Although mine emptied veins no longer pulse,
yet something in them makes my bloodless heart
beat with defiance, and every time it sounds,
though soft as muffled drops of rain, I feel
as though it shakes the gods enthroned in Heaven.
Let their immortal flesh turn pale to hear
it; let it make them tremble head to toe.
Wherefore this condemnation? What crime did I
that they have never done – what murder and
what robbery; what trick and what seduction?
The gods cared nothing for my paltry sins.
I culled their rage when I deceived them – when
I fastened Thanatos in chains and fooled
the queen of Hades, and when I twice escaped
my death to stay within the living world.
What indignation! – that mortal Sisyphus
had overcome the gods and spurned their will!

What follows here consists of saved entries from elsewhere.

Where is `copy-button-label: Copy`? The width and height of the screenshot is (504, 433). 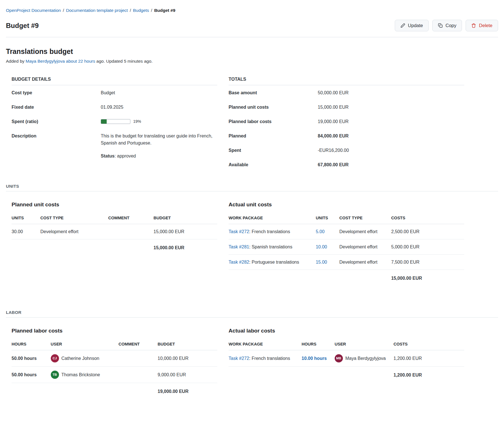
copy-button-label: Copy is located at coordinates (451, 25).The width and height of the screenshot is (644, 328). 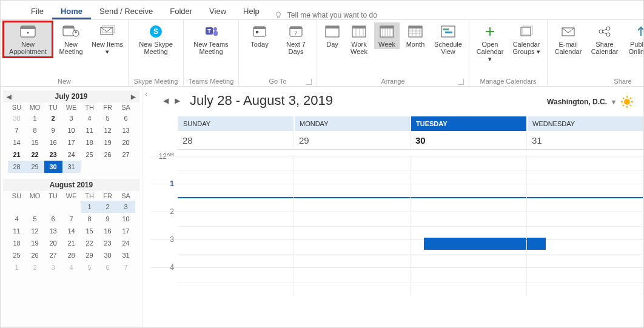 What do you see at coordinates (568, 39) in the screenshot?
I see `email-calendar-button: E-mail Calendar` at bounding box center [568, 39].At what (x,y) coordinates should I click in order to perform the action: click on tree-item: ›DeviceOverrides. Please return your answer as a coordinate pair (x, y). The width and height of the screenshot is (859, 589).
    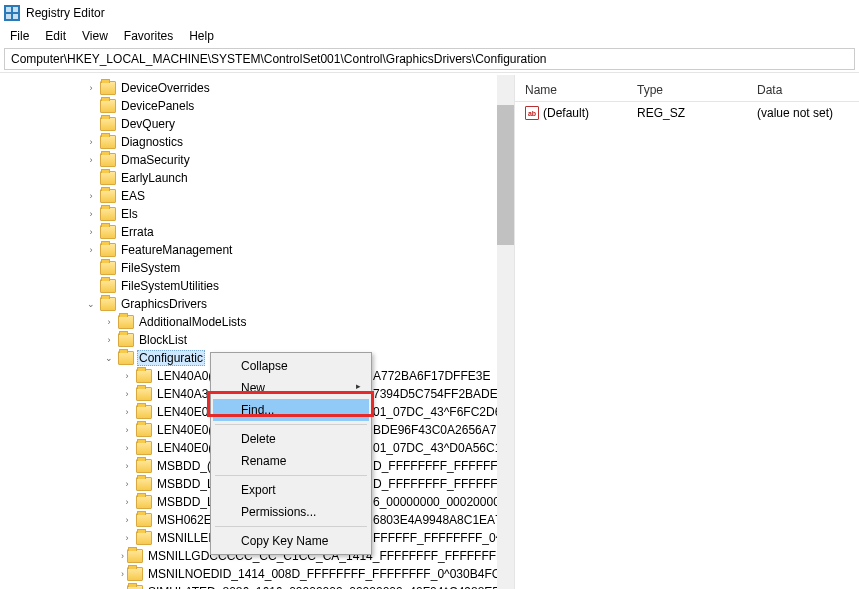
    Looking at the image, I should click on (257, 88).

They damned me here to salve their honor, but
'twas something more than shame that fueled their wrath:
my challenge frightened them, and they interned
me in defense, as once the lord of all
Olympus, Zeus, had feared his father's might
and bound him in the deepest vales of Hell.
What fools – this punishment itself is my
apotheosis: though I am mortal, yet
they have condemned me like a god! The curse
that sank me here has lofted me above
their heads; I call this rock my subject world,
these iron chains my gilded wristlets, this sweat
upon my brow my heavenly annointment!
No kingly accolade could more exalt me!
O ye abraded hands! O flesh that tears
but sheds no blood; O bones that plead to break!
Bear up your burden proudly, like a scepter!
My heart, forever sound thy rebel's march!
Unstifled voice, suppress thy wearied sighs,
and breathe thou naught but curses to the gods!
And you – you dogs on high Olympus, heed me:
beware your captive; beware King Sisyphus!
Let every mortal 'neath his gravestone lie,
yet this I vow: I was not born to die!
CHORUS
These words are like a madman's, Sisyphus.
What futile boasts are these? Dost thou believe
that thou canst yet escape thy punishment?
SISYPHUS
Do not discount my words. Have I not said
that I have twice been conquerer of death?
My victory will come again. Three Fates
control men's destinies: one weaves the thread
of life; one measures it; one cuts it short;
and so three times shall I defy their shears,
until I make my destiny mine own.
CHORUS
Is this the truth? Art thou convinced thou wilt
recross again the river of the dead?
SISYPHUS
I vow I will achieve it, and deceiver
though I have been, my promises are worth
all of the misted waters of the Styx.
Before this rock has rolled one hundred times
down its incline, I will have breathed again
the living air, and seen the golden sun.
CHORUS
Be cautious, Sisyphus; thou art disgraced
and angry, and we think these haughty claims
are but a momentary recklessness.
But look; another shade approaches thee.
--
If Sisyphus seems like a self-centered jerk, it's because he is...whatever good qualities he might also possess. In the next act, he speaks with the shade of his son, Glaucus.